Unemployment has soared by 49,000 to 2.5 million with a record number of young people out of work. One in five 16 to 24-year-olds are jobless - 951,000 - the highest figure since records began in 1992. Employment levels have fallen, redundancies have increased and the number of people classed as economically inactive has reached 9.3 million.
Dave Prentis, general secretary of Unison, said "It's misery for families, hit with a toxic cocktail of high inflation which is pricing them out of everyday living, and dwindling job opportunities. Meanwhile it's easy street for the bankers who caused this crisis, and are still making off with billions in bonuses."
Workers are worried about money and their jobs and are living under "tremendous pressure", according to a new study today.
Unite said a survey of 50,000 of its members showed that Britain is becoming "divided and impoverished" and increasingly forced into "insecure" working. As well as job losses, workers are also being hit by pay cuts and seeing an increasing number of agency staff being employed.
"With bankers lining up to line their pockets while workers worry about every penny, we are not all in this together." Unite's leader Len McCluskey said
Wall Street global banking giant Goldman Sachs revealed today that staff earned a total of 15.4 billion US dollars (£9.6 billion) in pay and bonuses last year - equivalent to around £270,000 per employee. The share of revenues paid out in salary and benefits for 2010 was up from 35.8% at 39.3%. The firm posted a 38% drop in net earnings to 8.35 billion US dollars (£5.23 billion) for the year to December 31. This followed a 13% decline in revenues to 39.16 billion US dollars (£24.51 billion).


-- Instructions to follow --
Nothing but the lines from the one containing "Get the region of duck." through the end of the data should be retyped, exactly as they stand, and pictures should not be retyped.

(Dataset excerpts Opens)

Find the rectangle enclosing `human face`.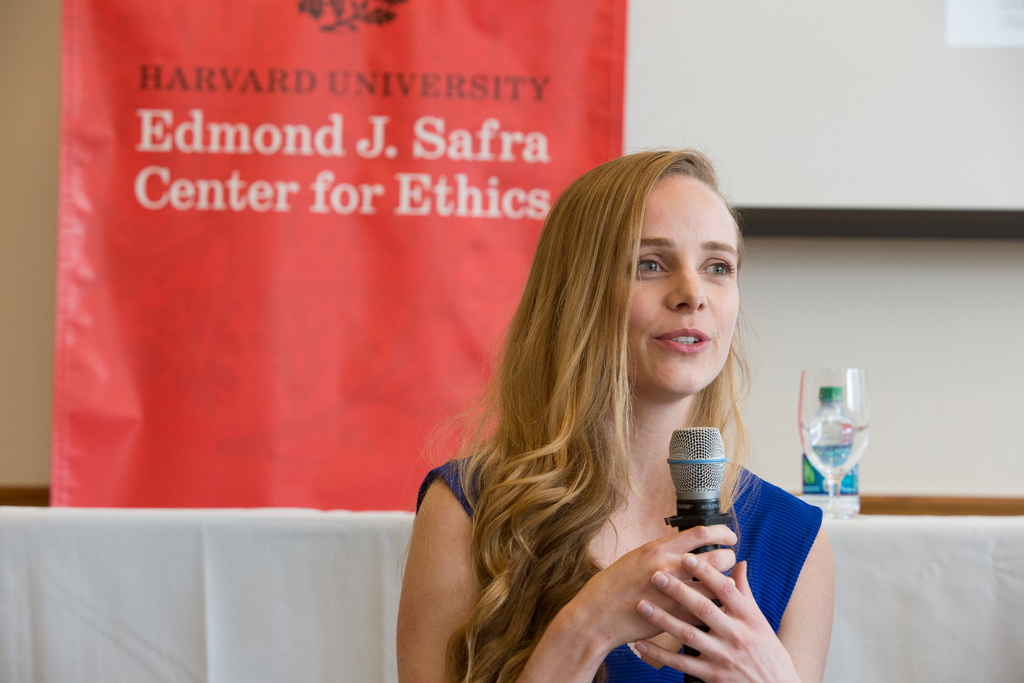
{"left": 623, "top": 172, "right": 739, "bottom": 397}.
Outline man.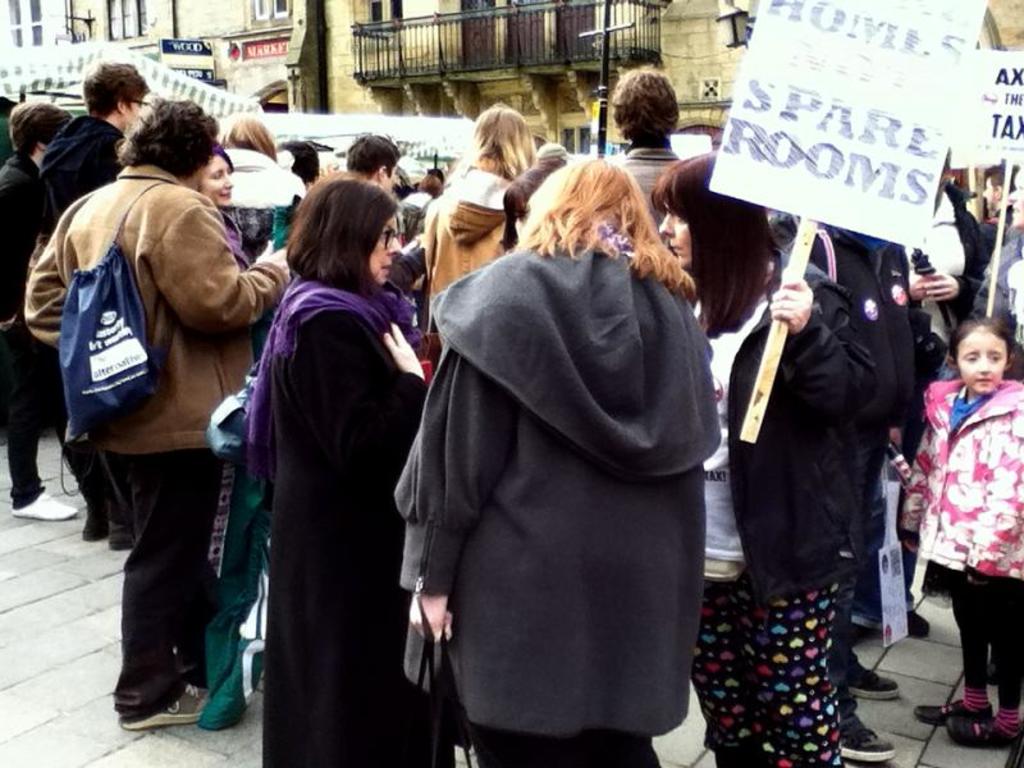
Outline: 799, 207, 923, 760.
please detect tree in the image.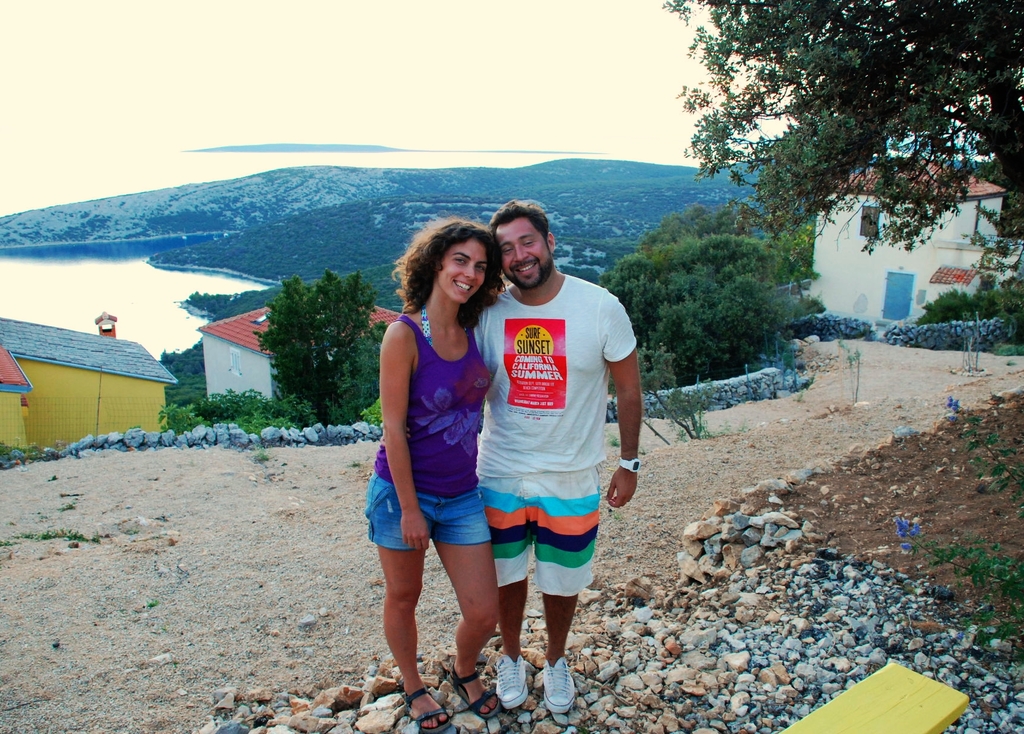
BBox(235, 253, 362, 419).
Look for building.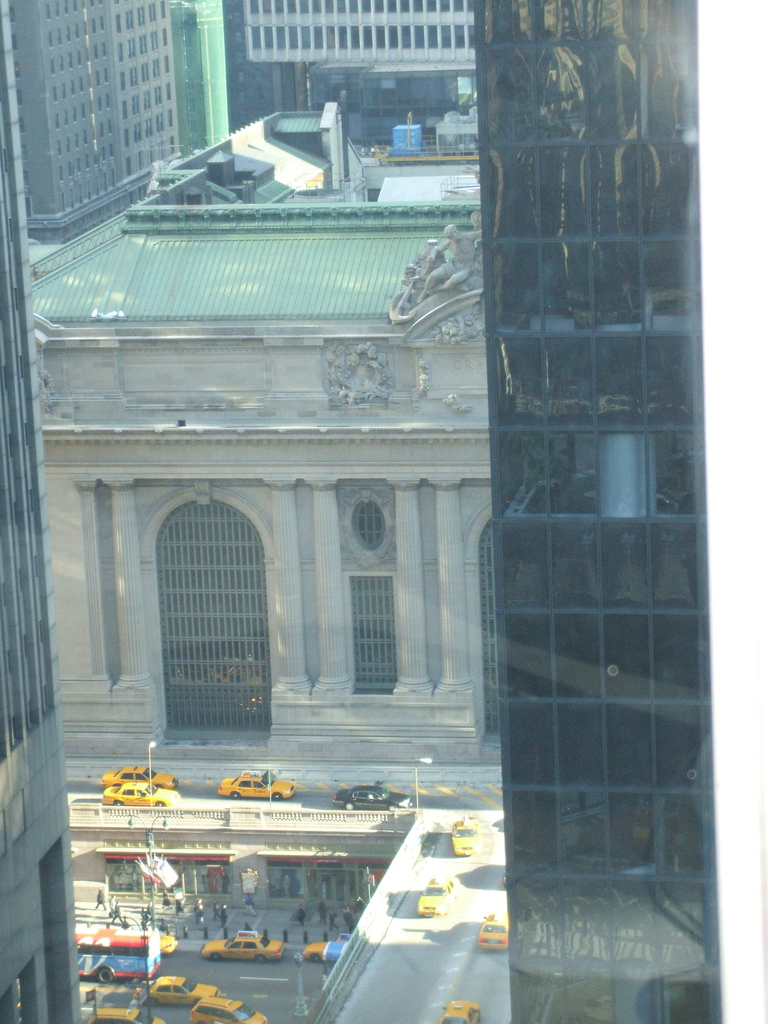
Found: 8,0,184,244.
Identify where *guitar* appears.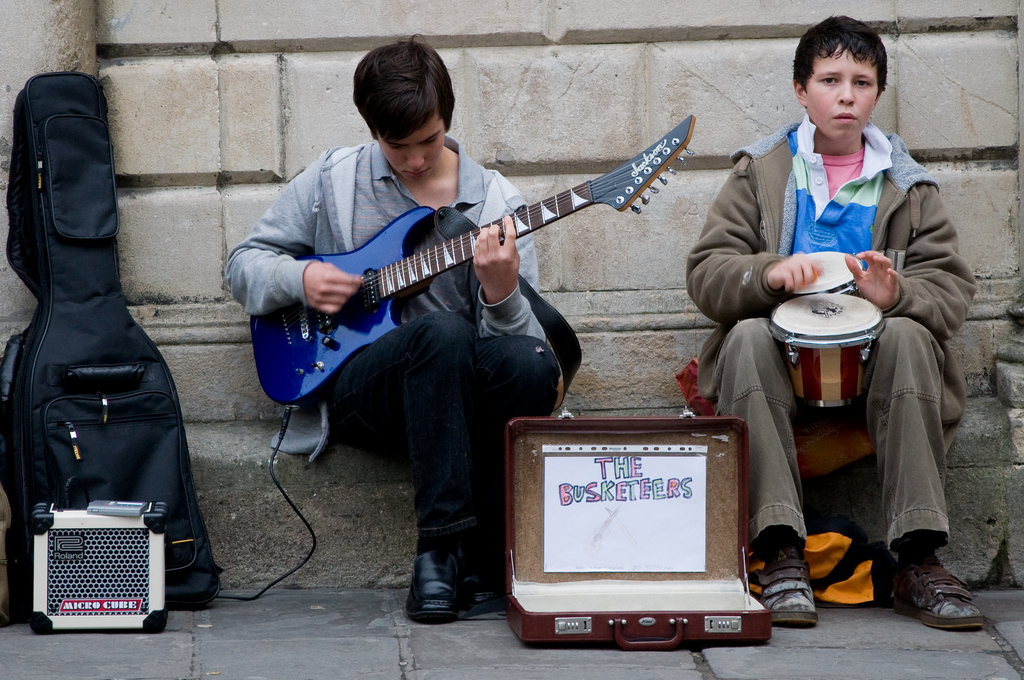
Appears at x1=238, y1=148, x2=677, y2=394.
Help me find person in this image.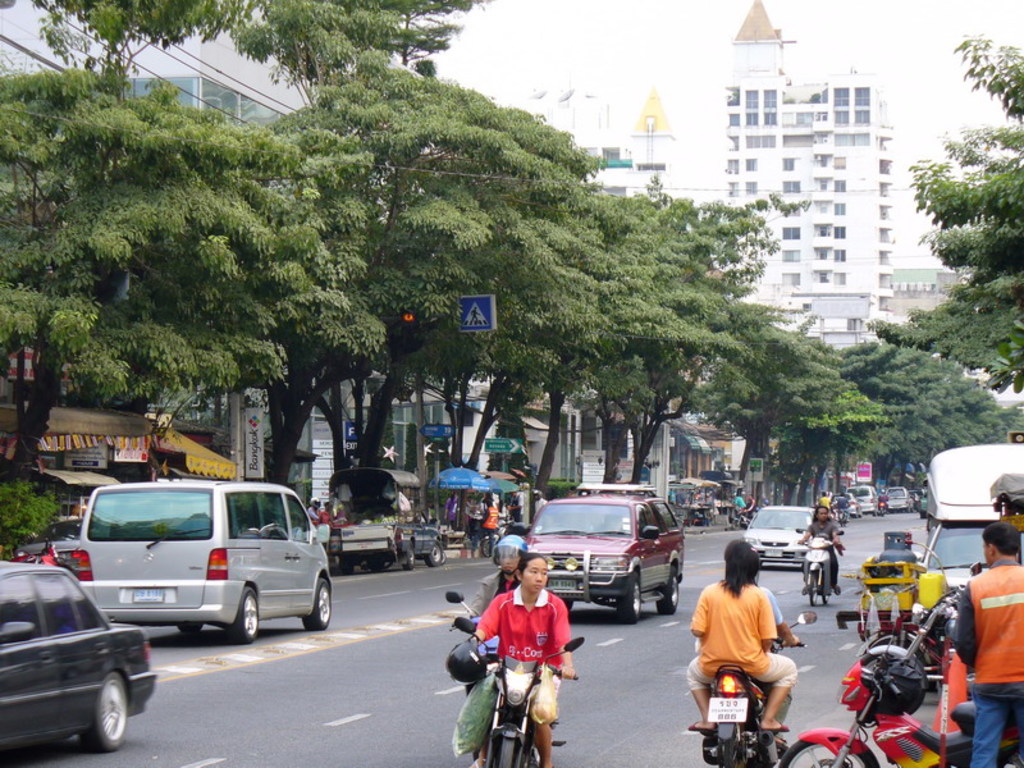
Found it: (699, 539, 797, 764).
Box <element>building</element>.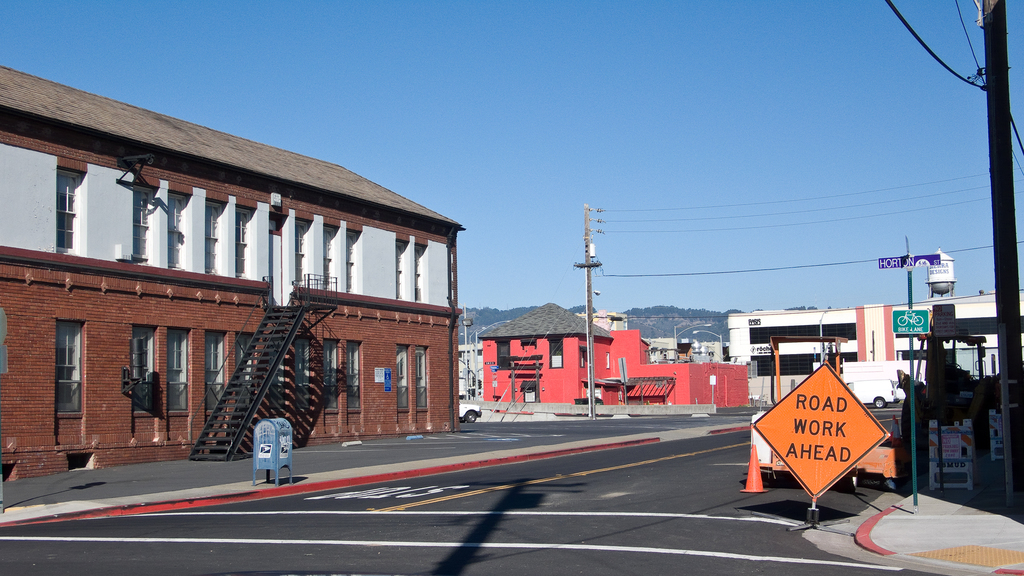
x1=728 y1=293 x2=1023 y2=407.
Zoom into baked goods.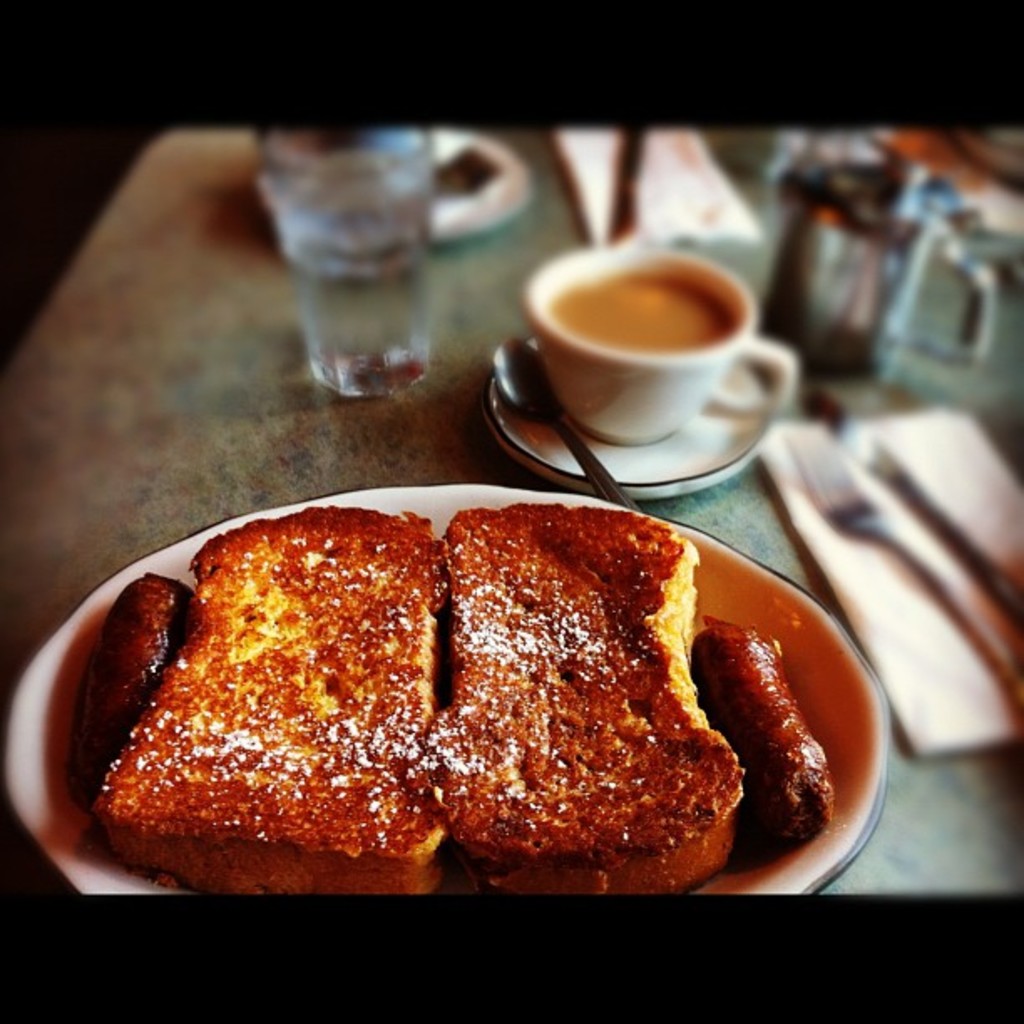
Zoom target: rect(674, 607, 840, 855).
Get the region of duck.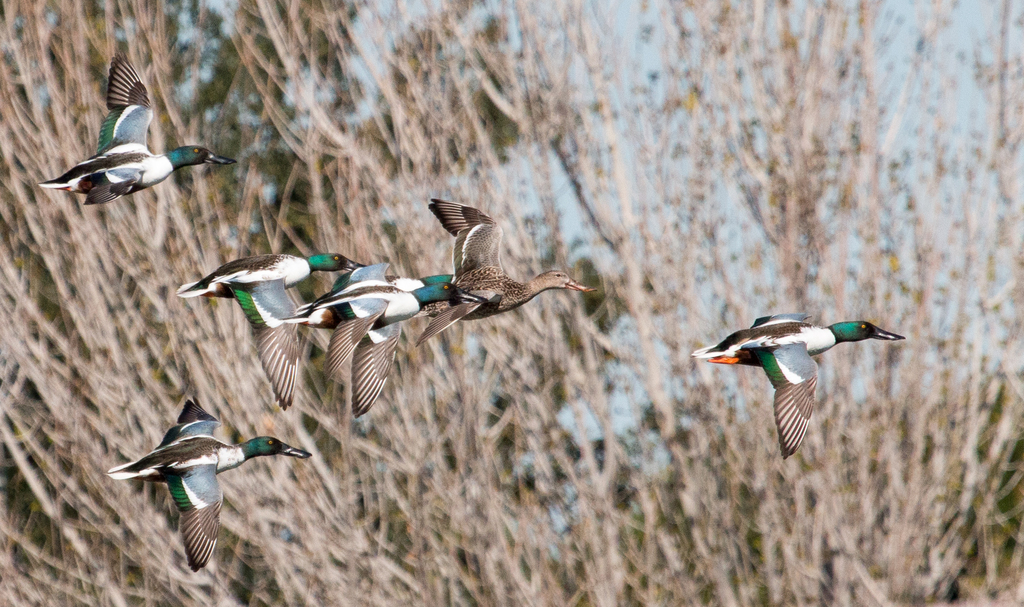
crop(281, 261, 449, 403).
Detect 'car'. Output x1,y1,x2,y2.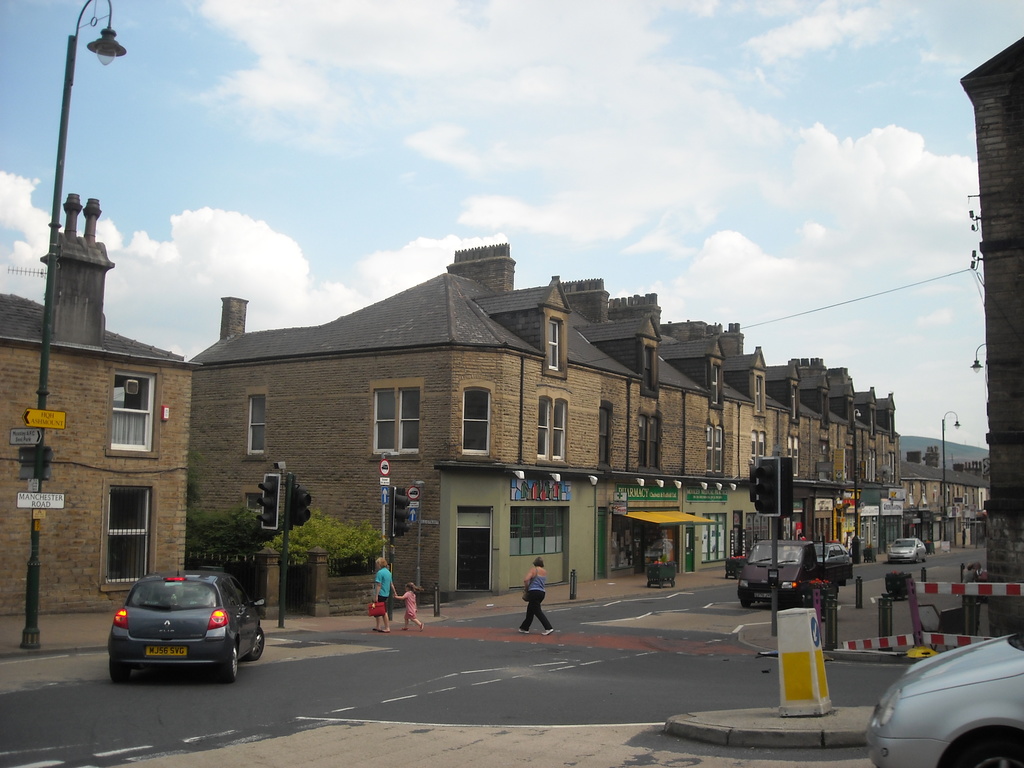
106,568,265,685.
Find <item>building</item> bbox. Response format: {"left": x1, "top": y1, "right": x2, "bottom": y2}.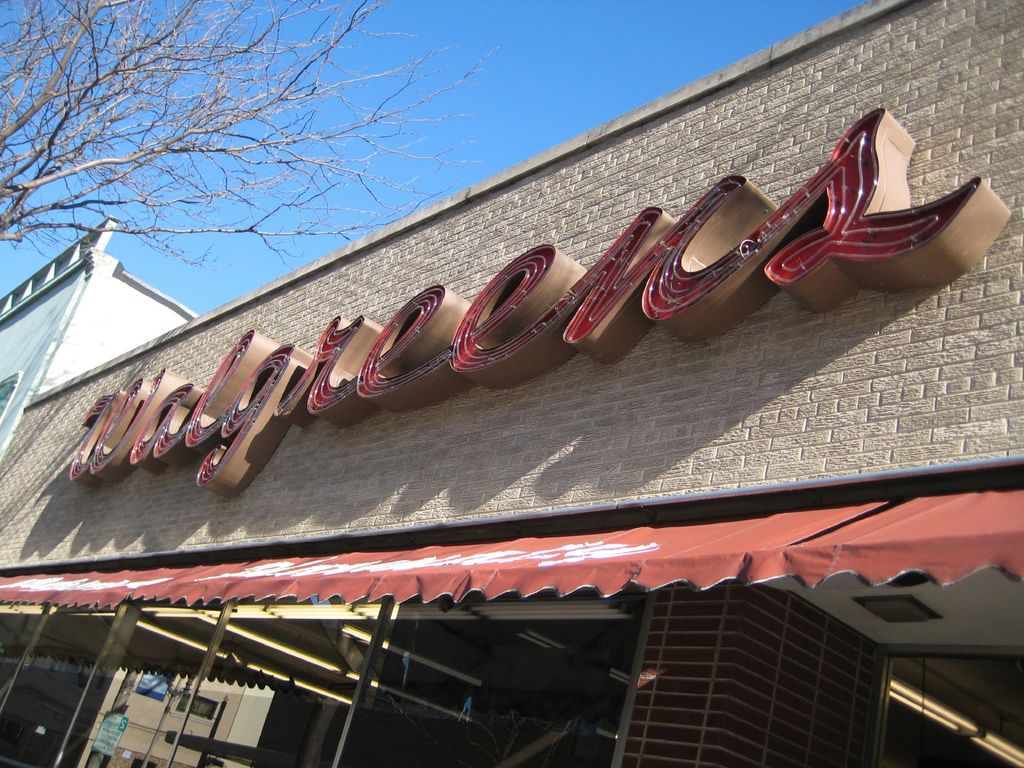
{"left": 0, "top": 212, "right": 205, "bottom": 454}.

(Dataset excerpts Closes)

-- The completed task --
Get the region of duck.
crop(281, 261, 449, 403).
Detect 'car'. Output x1,y1,x2,y2.
106,568,265,685.
Find <item>building</item> bbox. Response format: {"left": x1, "top": y1, "right": x2, "bottom": y2}.
{"left": 0, "top": 212, "right": 205, "bottom": 454}.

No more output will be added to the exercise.